Jaw-dropping Jewels about Jesus
Rarely does Jesus, God the Son, do exactly what we expect of Him. It seems odd that He so frequently surprises us, given that He never changes. Hebrews 13:8 makes this absolute statement: “Jesus the same yesterday, and today, and forever.” Still, though He is blessedly consistent in His goodness, Jesus does unforeseen things. Even when He does what is expected, He does not always do it in the way that we anticipate. Let us join with Jesus on a jaw-dropping journey. (I will be using this opening paragraph for each of the brief messages in this series. The following material will change daily.)

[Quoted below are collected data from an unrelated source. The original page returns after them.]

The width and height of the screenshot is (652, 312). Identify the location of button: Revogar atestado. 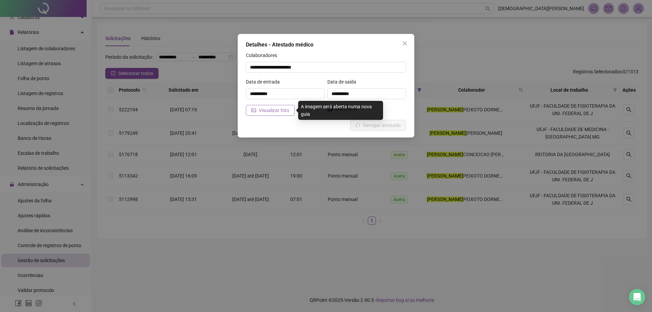
(378, 125).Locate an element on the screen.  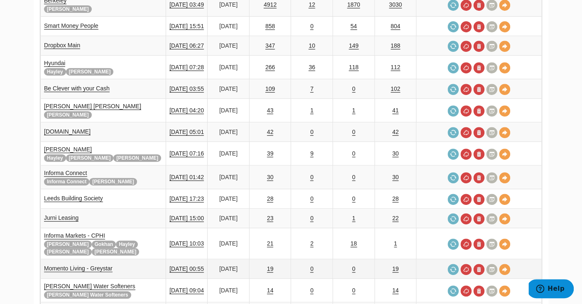
a: 858 is located at coordinates (270, 26).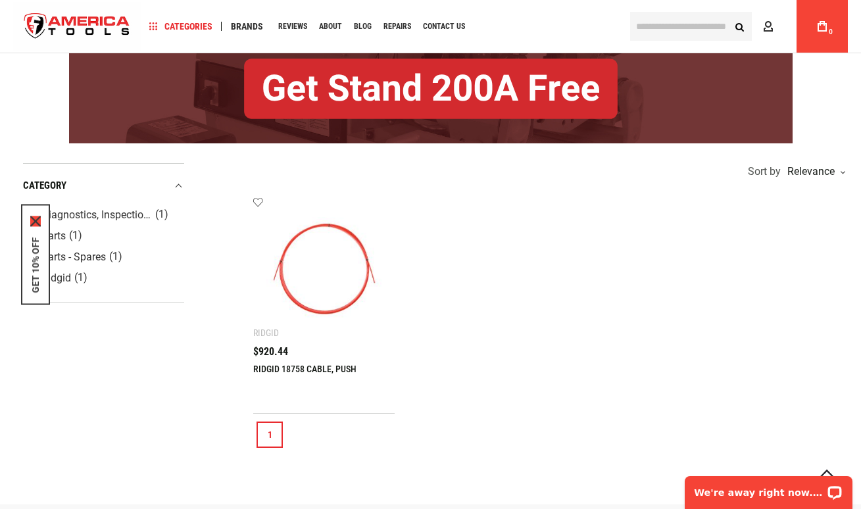  Describe the element at coordinates (444, 26) in the screenshot. I see `a: Contact Us` at that location.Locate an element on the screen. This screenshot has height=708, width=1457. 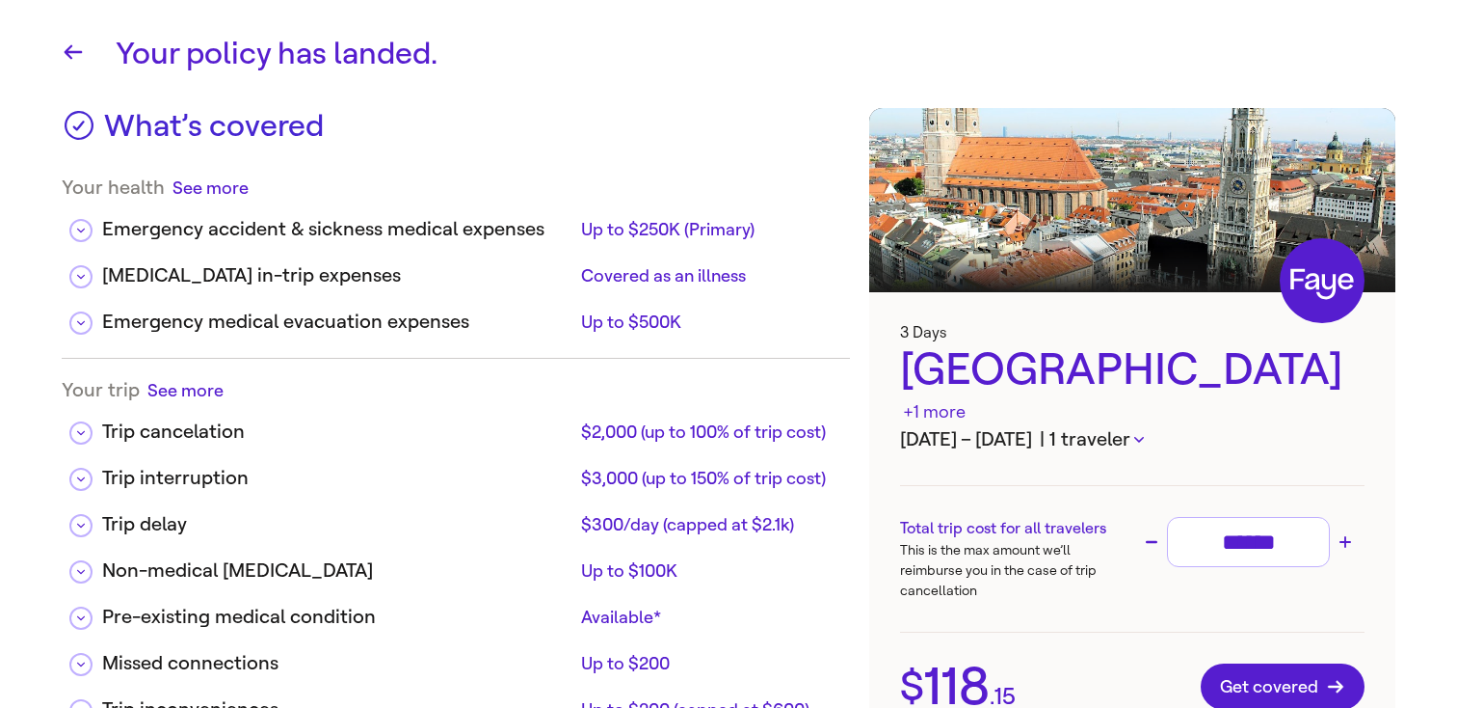
div: +1 more is located at coordinates (934, 412).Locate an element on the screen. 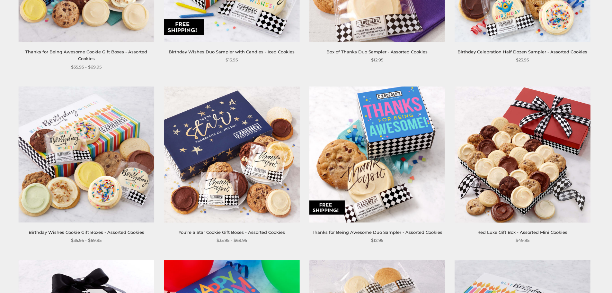 The width and height of the screenshot is (612, 293). a: Birthday Celebration Half Dozen Sampler - Assorted Cookies is located at coordinates (522, 52).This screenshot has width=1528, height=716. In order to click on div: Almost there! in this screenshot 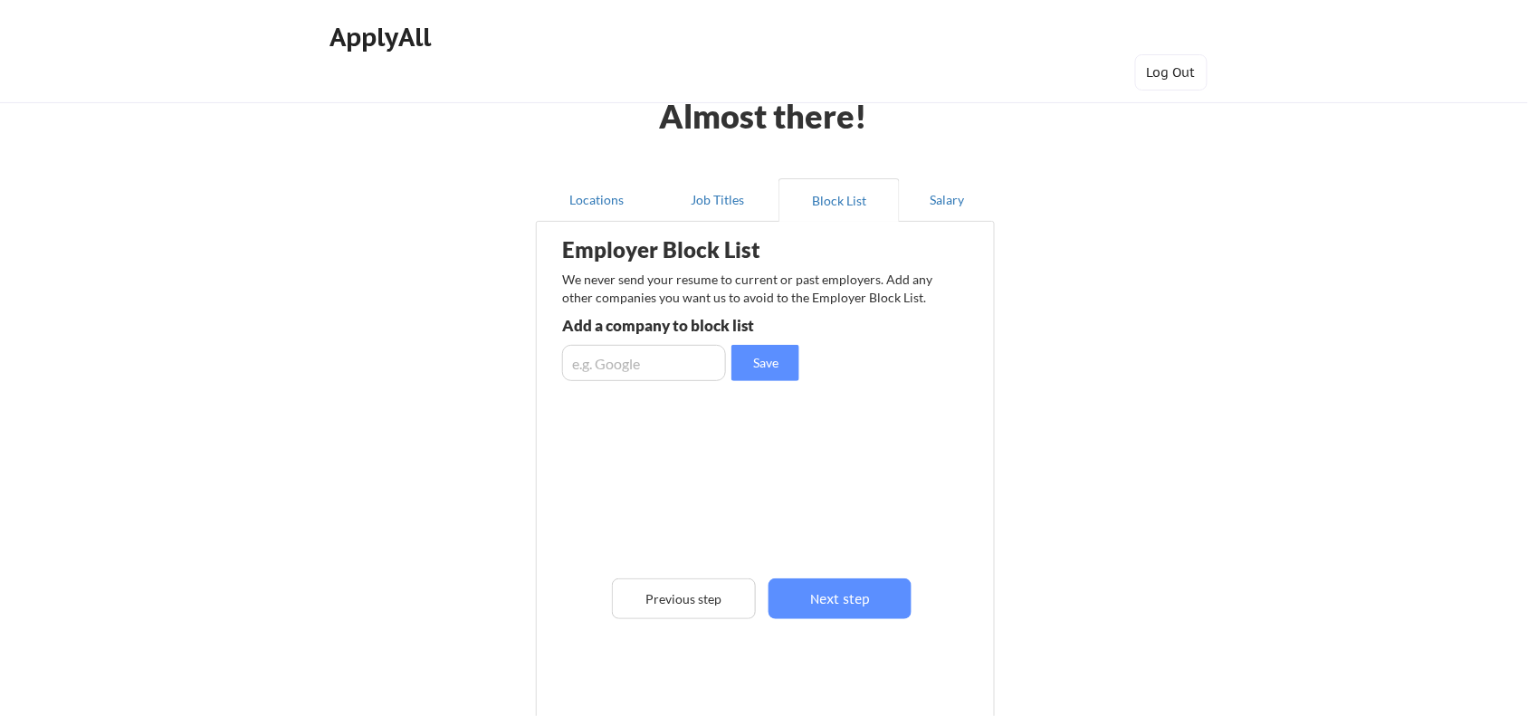, I will do `click(763, 116)`.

“The Revelation of Jesus Christ” (1:1) includes a fascinating description of the “new Jerusalem”: “And I John saw the holy city, new Jerusalem, coming down from God out of heaven, prepared as a bride adorned for her husband” (21:2). The details are intriguing. This city is not a merely reconstructed Jerusalem, for the “first earth [was] passed away” (21:1), including the original Jerusalem. We should recall that in Revelation 11:8 Jerusalem is called “the great city, which spiritually is called Sodom and Egypt”; in other words, it too was controlled by evil and had to be destroyed. When John is writing about the “new Jerusalem,” he uses a slightly different Greek word to distinguish it from the city that we know and that remains in the world’s headlines. We should also note that this “new Jerusalem” is not to be confused with heaven, the immediate and present abode of God; this “holy city” is “coming down from God out of heaven” (literally in the Greek, “out of heaven from God”). Thus, it is not heaven itself but is a special place prepared by God and is therefore an extension of the current heaven. One scholar describes it as a “descending-from-heaven kind of city,” as is indicated by the expression “coming down.” The description never says that the new city becomes part of the “new earth”; the picture is of the new city suspended over earth. We should remember that John was limited in his understanding of anything non-terrestrial and in his vocabulary to describe something completely separate from human experience at that time. What he describes, though, is grand and glorious – beyond our full understanding and words, too.